Metro

LIRR OT fraudster John Nugent sentenced to five months in federal prison

Former Long Island Rail Road track foreman John Nugent — who conspired with coworkers to skip work, collect pay and cover for each others’ absences — was sentenced to five months in prison on Thursday.

Federal prosecutors used cell phone data to pin 420 fraudulently-earned hours — worth $34,094 — on Nugent, the first of five accused conspirators to be sentenced.

Nugent’s $350,000 salary — including $242,000 in OT — made him the MTA’s 11th-highest-paid employee that year, ahead of the authority’s CEO. 

Two other alleged conspirators, “Overtime King” Thomas Caputo and Joseph Balestra, have also pleaded guilty to federal conspiracy. Defendants Frank Pizzonia and Frank Ruzzo pleaded not guilty.

The crew were arrested by the feds last year after law enforcement investigators uncovered the overtime conspiracy with help from the MTA Inspector General’s Office.

Prosecutors accused the men of developing an “informal rotation” where one person would leave and the rest of the group would cover for him, according to court filings.

Nugent, the group’s foreman, approved his and his co-conspirators’ timesheets.
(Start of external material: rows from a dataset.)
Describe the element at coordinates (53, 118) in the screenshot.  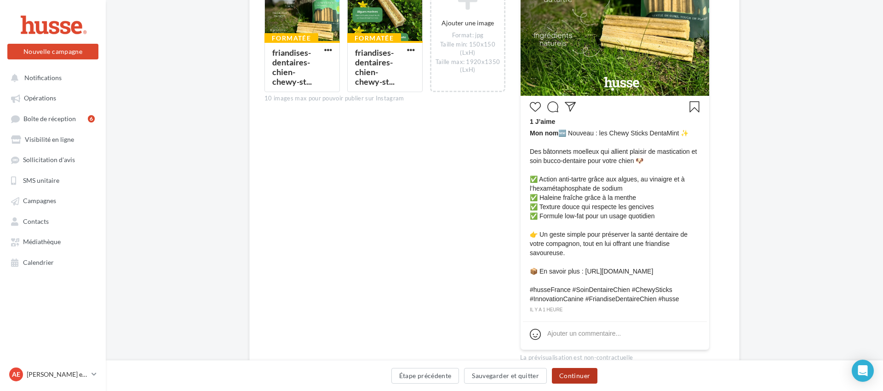
I see `a: Boîte de réception6` at that location.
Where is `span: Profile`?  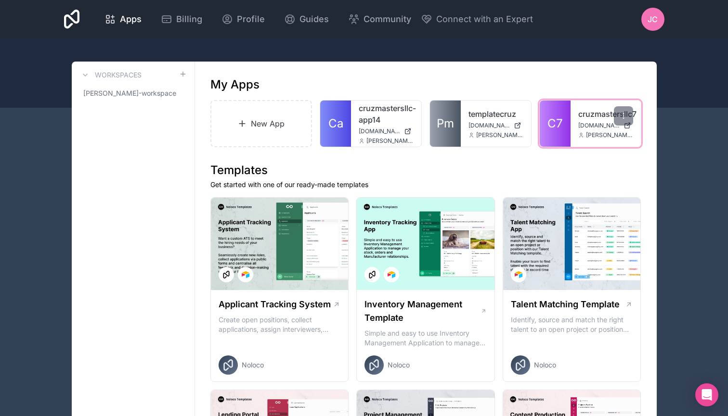 span: Profile is located at coordinates (251, 19).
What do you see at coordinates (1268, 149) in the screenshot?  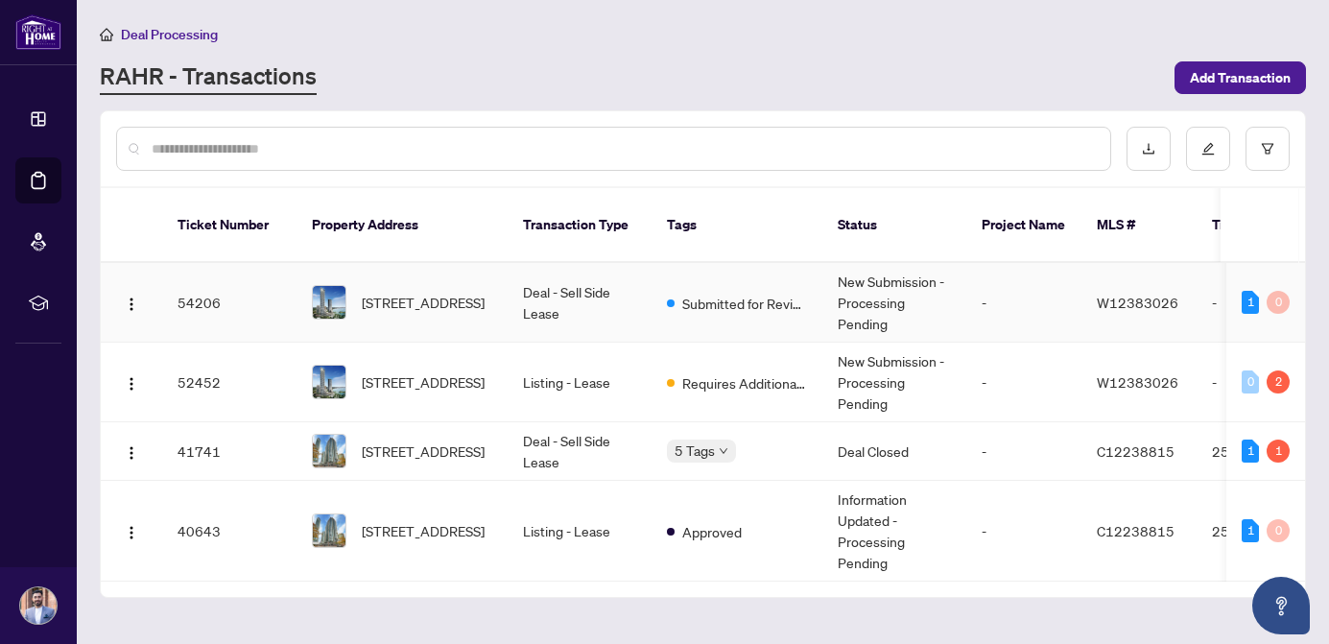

LIRR officials had no other way to verify the men’s hours — allowing them to claim “truly extraordinary” numbers of hours that “stretched the bounds of the physically possible.”

John Nugent
John Nugent was sentenced to five months in prison. Gabriella Bass

The jobs were mostly on two projects, prosecutors said — a private construction project at Hudson Yards in Manhattan that required LIRR supervision, and Queens track work connected to the MTA’s disastrously delayed $11 billion East Side Access project.

Both projects “had several positions where more LIRR employees were assigned than were necessary to allow the construction to progress,” prosecutors said earlier this week.

Attorney William Wexler has asked that Nugent get five months house arrest. Judge Paul Engelmeyer served him five months in custody plus another five under house arrest.

John Nugent
John Nugent was the MTA’s 11th-highest-paid employee that year. Alec Tabak

“He admitted his guilt and the judge meted out punishment that he thought was appropriate,” said Wexler.

Nugent resigned from the LIRR in January and will be eligible to receive a pension once he reaches the appropriate age, the MTA said.

“This sentencing underscores the seriousness of fraud against the taxpayers and is why we have put new protocols in place to minimize it,” said transportation authority spokesman Aaron Donovan. “The new leadership at the MTA will work with our labor partners to build off of recently implemented measures that have resulting in annual overtime expenditures dropping by hundreds of millions of dollars despite the historic amount of work being completed.”